🤖 AI Summary
Dynamic out-of-order execution remains challenging to teach and intuitively grasp in computer architecture courses. Method: This paper designs and implements an open-source, interactive, RISC-V–style superscalar processor educational simulator based on an extended Tomasulo algorithm. It comprehensively models key pipeline stages—instruction fetch, register renaming, issue, execution, and commit—and introduces a novel, pedagogy-oriented, configurable microarchitectural framework supporting parameterized functional units, instruction window, reorder buffer (ROB), and register alias table. Contribution/Results: The simulator enables full-pipeline visualization, custom instruction program execution, adjustable architectural parameters, and three canonical illustrative case studies to concretely demonstrate multi-instruction parallelism per cycle. Experimental evaluation confirms that the tool significantly enhances students’ conceptual understanding of instruction-level parallelism, dynamic scheduling, and out-of-order execution mechanisms.
📝 Abstract
FREESS is a free, interactive simulator that illustrates instruction-level parallelism in a RISC-V-inspired superscalar processor. Based on an extended version of Tomasulo's algorithm, FREESS is intended as a hands-on educational tool for Advanced Computer Architecture courses. It enables students to explore dynamic, out-of-order instruction execution, emphasizing how instructions are issued as soon as their operands become available. The simulator models key microarchitectural components, including the Instruction Window (IW), Reorder Buffer (ROB), Register Map (RM), Free Pool (FP), and Load/Store Queues. FREESS allows users to dynamically configure runtime parameters, such as the superscalar issue width, functional unit types and latencies, and the sizes of architectural buffers and queues. To simplify learning, the simulator uses a minimal instruction set inspired by RISC-V (ADD, ADDI, BEQ, BNE, LW, MUL, SW), which is sufficient to demonstrate key pipeline stages: fetch, register renaming, out-of-order dispatch, execution, completion, commit, speculative branching, and memory access. FREESS includes three step-by-step, illustrated examples that visually demonstrate how multiple instructions can be issued and executed in parallel within a single cycle. Being open source, FREESS encourages students and educators to experiment freely by writing and analyzing their own instruction-level programs and superscalar architectures.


» **Assignment**
The full set of entries must be copied exactly.

Data excerpts
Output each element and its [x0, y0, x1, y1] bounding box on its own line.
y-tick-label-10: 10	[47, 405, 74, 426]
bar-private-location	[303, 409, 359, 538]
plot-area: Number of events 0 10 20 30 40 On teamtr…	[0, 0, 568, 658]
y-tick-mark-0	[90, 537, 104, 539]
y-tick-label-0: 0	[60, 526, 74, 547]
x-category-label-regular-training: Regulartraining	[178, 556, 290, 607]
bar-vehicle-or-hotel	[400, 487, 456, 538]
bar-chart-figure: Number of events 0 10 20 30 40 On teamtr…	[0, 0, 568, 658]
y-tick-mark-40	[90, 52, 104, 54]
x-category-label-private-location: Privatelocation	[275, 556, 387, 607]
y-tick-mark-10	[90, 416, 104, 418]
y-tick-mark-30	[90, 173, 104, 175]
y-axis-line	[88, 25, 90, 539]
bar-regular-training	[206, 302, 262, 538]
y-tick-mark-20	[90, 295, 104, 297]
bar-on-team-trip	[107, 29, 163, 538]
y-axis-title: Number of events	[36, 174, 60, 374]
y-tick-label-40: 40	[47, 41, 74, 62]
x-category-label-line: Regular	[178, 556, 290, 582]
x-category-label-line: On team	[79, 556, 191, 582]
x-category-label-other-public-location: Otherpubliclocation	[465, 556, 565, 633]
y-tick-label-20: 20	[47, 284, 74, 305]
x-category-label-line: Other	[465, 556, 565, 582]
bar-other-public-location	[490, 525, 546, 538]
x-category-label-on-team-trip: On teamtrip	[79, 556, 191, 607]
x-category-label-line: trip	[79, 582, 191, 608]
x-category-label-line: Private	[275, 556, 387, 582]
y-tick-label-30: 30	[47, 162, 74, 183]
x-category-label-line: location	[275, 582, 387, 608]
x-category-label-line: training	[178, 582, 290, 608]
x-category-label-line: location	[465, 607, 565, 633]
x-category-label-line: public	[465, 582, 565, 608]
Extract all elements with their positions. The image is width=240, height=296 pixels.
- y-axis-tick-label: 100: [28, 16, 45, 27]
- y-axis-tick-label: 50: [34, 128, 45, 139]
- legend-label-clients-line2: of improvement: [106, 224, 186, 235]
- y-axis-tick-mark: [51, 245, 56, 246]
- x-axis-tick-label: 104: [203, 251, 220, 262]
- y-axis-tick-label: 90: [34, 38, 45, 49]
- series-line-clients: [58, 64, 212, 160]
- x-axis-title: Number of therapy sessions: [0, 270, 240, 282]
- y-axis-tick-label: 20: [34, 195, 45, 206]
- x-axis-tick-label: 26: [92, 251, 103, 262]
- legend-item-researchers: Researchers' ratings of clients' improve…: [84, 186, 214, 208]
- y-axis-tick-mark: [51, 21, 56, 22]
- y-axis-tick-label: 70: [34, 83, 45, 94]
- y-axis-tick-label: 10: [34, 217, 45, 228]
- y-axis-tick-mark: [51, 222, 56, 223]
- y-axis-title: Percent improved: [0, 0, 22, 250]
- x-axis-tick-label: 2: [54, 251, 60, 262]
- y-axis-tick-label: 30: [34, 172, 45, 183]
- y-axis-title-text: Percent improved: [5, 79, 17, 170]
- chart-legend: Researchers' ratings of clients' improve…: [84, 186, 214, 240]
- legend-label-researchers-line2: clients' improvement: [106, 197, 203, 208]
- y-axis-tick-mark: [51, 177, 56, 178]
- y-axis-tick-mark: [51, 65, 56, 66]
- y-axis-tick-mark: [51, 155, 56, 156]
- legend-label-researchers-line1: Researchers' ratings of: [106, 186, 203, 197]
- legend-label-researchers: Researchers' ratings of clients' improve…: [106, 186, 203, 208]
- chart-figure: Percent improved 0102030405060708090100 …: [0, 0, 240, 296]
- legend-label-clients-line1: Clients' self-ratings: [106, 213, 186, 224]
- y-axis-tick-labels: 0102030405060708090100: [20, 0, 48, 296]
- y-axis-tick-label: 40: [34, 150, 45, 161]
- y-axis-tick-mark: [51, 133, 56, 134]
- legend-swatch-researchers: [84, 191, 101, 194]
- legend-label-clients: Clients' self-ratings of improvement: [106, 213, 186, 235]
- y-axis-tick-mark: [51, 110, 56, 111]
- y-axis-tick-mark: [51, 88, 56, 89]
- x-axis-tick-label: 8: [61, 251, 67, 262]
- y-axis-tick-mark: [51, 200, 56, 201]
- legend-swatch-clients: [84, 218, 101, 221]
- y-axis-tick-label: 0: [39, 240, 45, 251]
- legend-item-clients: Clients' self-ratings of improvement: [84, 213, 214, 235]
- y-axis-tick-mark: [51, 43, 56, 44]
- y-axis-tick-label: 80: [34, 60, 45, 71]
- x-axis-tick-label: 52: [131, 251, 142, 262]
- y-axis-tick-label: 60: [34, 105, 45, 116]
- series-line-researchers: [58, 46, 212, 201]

» **Output for this task**
Output each element and its [x0, y0, x1, y1] bounding box on its own line.
y-tick-label-10: 10	[47, 405, 74, 426]
bar-private-location	[303, 409, 359, 538]
plot-area: Number of events 0 10 20 30 40 On teamtr…	[0, 0, 568, 658]
y-tick-mark-0	[90, 537, 104, 539]
y-tick-label-0: 0	[60, 526, 74, 547]
x-category-label-regular-training: Regulartraining	[178, 556, 290, 607]
bar-vehicle-or-hotel	[400, 487, 456, 538]
bar-chart-figure: Number of events 0 10 20 30 40 On teamtr…	[0, 0, 568, 658]
y-tick-mark-40	[90, 52, 104, 54]
x-category-label-private-location: Privatelocation	[275, 556, 387, 607]
y-tick-mark-10	[90, 416, 104, 418]
y-tick-mark-30	[90, 173, 104, 175]
y-axis-line	[88, 25, 90, 539]
bar-regular-training	[206, 302, 262, 538]
y-tick-mark-20	[90, 295, 104, 297]
bar-on-team-trip	[107, 29, 163, 538]
y-axis-title: Number of events	[36, 174, 60, 374]
y-tick-label-40: 40	[47, 41, 74, 62]
x-category-label-line: Regular	[178, 556, 290, 582]
x-category-label-line: On team	[79, 556, 191, 582]
x-category-label-other-public-location: Otherpubliclocation	[465, 556, 565, 633]
y-tick-label-20: 20	[47, 284, 74, 305]
x-category-label-line: Other	[465, 556, 565, 582]
bar-other-public-location	[490, 525, 546, 538]
x-category-label-on-team-trip: On teamtrip	[79, 556, 191, 607]
x-category-label-line: trip	[79, 582, 191, 608]
x-category-label-line: Private	[275, 556, 387, 582]
y-tick-label-30: 30	[47, 162, 74, 183]
x-category-label-line: location	[275, 582, 387, 608]
x-category-label-line: training	[178, 582, 290, 608]
x-category-label-line: location	[465, 607, 565, 633]
x-category-label-line: public	[465, 582, 565, 608]
Extract all elements with their positions. The image is width=240, height=296 pixels.
- y-axis-tick-label: 100: [28, 16, 45, 27]
- y-axis-tick-label: 50: [34, 128, 45, 139]
- legend-label-clients-line2: of improvement: [106, 224, 186, 235]
- y-axis-tick-mark: [51, 245, 56, 246]
- x-axis-tick-label: 104: [203, 251, 220, 262]
- y-axis-tick-label: 90: [34, 38, 45, 49]
- series-line-clients: [58, 64, 212, 160]
- x-axis-title: Number of therapy sessions: [0, 270, 240, 282]
- y-axis-tick-label: 20: [34, 195, 45, 206]
- x-axis-tick-label: 26: [92, 251, 103, 262]
- legend-item-researchers: Researchers' ratings of clients' improve…: [84, 186, 214, 208]
- y-axis-tick-mark: [51, 21, 56, 22]
- y-axis-tick-label: 70: [34, 83, 45, 94]
- y-axis-tick-label: 10: [34, 217, 45, 228]
- y-axis-tick-mark: [51, 222, 56, 223]
- y-axis-title: Percent improved: [0, 0, 22, 250]
- x-axis-tick-label: 2: [54, 251, 60, 262]
- y-axis-tick-label: 30: [34, 172, 45, 183]
- y-axis-title-text: Percent improved: [5, 79, 17, 170]
- chart-legend: Researchers' ratings of clients' improve…: [84, 186, 214, 240]
- legend-label-researchers-line2: clients' improvement: [106, 197, 203, 208]
- y-axis-tick-mark: [51, 177, 56, 178]
- y-axis-tick-mark: [51, 65, 56, 66]
- y-axis-tick-mark: [51, 155, 56, 156]
- legend-label-researchers-line1: Researchers' ratings of: [106, 186, 203, 197]
- legend-label-researchers: Researchers' ratings of clients' improve…: [106, 186, 203, 208]
- chart-figure: Percent improved 0102030405060708090100 …: [0, 0, 240, 296]
- legend-label-clients-line1: Clients' self-ratings: [106, 213, 186, 224]
- y-axis-tick-labels: 0102030405060708090100: [20, 0, 48, 296]
- y-axis-tick-label: 40: [34, 150, 45, 161]
- y-axis-tick-mark: [51, 133, 56, 134]
- legend-swatch-researchers: [84, 191, 101, 194]
- legend-label-clients: Clients' self-ratings of improvement: [106, 213, 186, 235]
- y-axis-tick-mark: [51, 110, 56, 111]
- y-axis-tick-mark: [51, 88, 56, 89]
- x-axis-tick-label: 8: [61, 251, 67, 262]
- y-axis-tick-mark: [51, 200, 56, 201]
- legend-swatch-clients: [84, 218, 101, 221]
- y-axis-tick-label: 0: [39, 240, 45, 251]
- legend-item-clients: Clients' self-ratings of improvement: [84, 213, 214, 235]
- y-axis-tick-mark: [51, 43, 56, 44]
- y-axis-tick-label: 80: [34, 60, 45, 71]
- x-axis-tick-label: 52: [131, 251, 142, 262]
- y-axis-tick-label: 60: [34, 105, 45, 116]
- series-line-researchers: [58, 46, 212, 201]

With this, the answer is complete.